STARKVILLE, Miss.--Students enrolled in Kristine Jacquin's classes at Mississippi State University learn the theories behind criminal profiling, jury selection, eyewitness accuracy, and other issues of forensic psychology. In sometimes-sobering field trips, they also learn about the realities of treatment facilities housing offenders with psychological problems.
A recently completed fall-semester course titled "psychology and the law" might be called a "forensic files" for psychology. "Forensics is really clinical psychology applied to the law," Jacquin explained, adding that she asks students to understand both the theory and practice. "They learn the role of psychologists in the legal system, the use of psychological concepts in court, and the psychology of criminal behavior, among other areas," she said.
To understand the insanity defense, for instance, students this fall conducted a mock trial based on the case of the Houston, Texas, mother who was tried for the 2001 drowning deaths of her five children. In 2002, a jury sentenced Andrea Yates to life in prison despite her defense that she suffered from mental illness.
"Some students were on the jury, some on the defense team, and some on the prosecution team," explained Martha Wright, a junior psychology major from Starkville who aspires to be a forensic psychologist.
"Through class assignments such as this, Dr. Jacquin absolutely keeps abreast of issues that set precedents and current issues that impact our fields of psychology and specifically the law," Wright said, adding that the Scott Peterson trial for the murder of his wife Laci also was discussed in class.
"One of my goals is to get students to think about how the legal system deals with jury bias, the influence of the media on prospective jurors, and other psychological issues," Jacquin explained. "We don't draw conclusions," she noted, emphasizing that she sees her role as "raising relevant issues, not suggesting the answers when there may be none."
In addition to extensive reading, analysis and writing, Jacquin's fall-semester class also provided students a chance to visit two treatment facilities for youths and adults whose serious trouble with the law often goes hand-in-hand with serious psychological disorders.
"The class discusses psychological approaches to repeat offending, and at the correctional facilities they learn how treatment programs work," Jacquin said.
Over the semester, students visited a Memphis, Tenn.-based residential treatment program for youths whose serious offenses include violent crimes and drug use. On a separate field trip, they were introduced to the privately operated East Mississippi Correctional Facility near Meridian, a 1,000-bed psychiatric prison.
In both cases, Wright said, she and her classmates saw the real world of forensic assessment and treatment.
"In the case of the Youth Villages in Memphis, we saw treatment programs designed to reintroduce the offender to society as a healthy, functioning person.

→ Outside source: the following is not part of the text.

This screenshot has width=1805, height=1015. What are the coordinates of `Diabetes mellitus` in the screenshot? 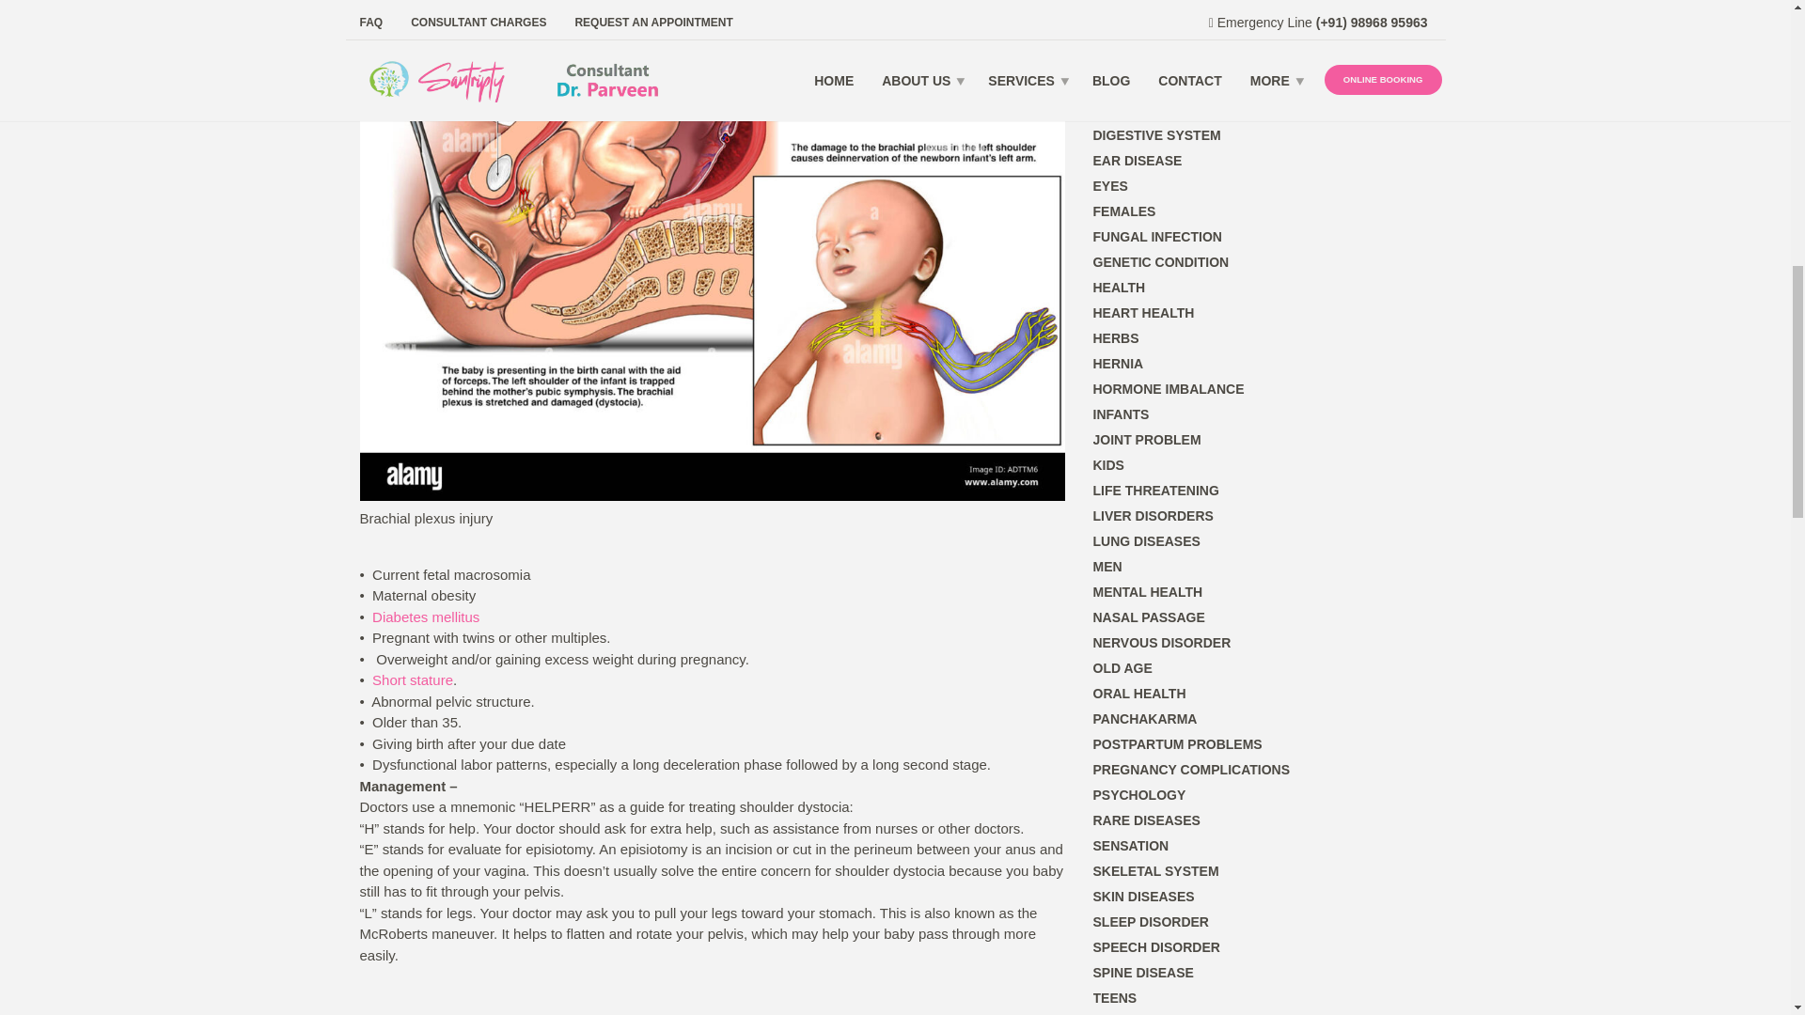 It's located at (425, 617).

At EMCF, we got a direct insight into what happens to the mentally ill who are sentenced to prison," she explained.
Being behind the scenes at a prison housing the mentally ill and at a facility for disturbed youth made a lasting impression, she said. "We got a glimpse into different avenues of forensic psychology, and in a way that a textbook could not convey as accurately."
That reaction, said Jacquin, is precisely her goal.
"One of the main benefits is that students begin to see whether they can actually do this kind of work."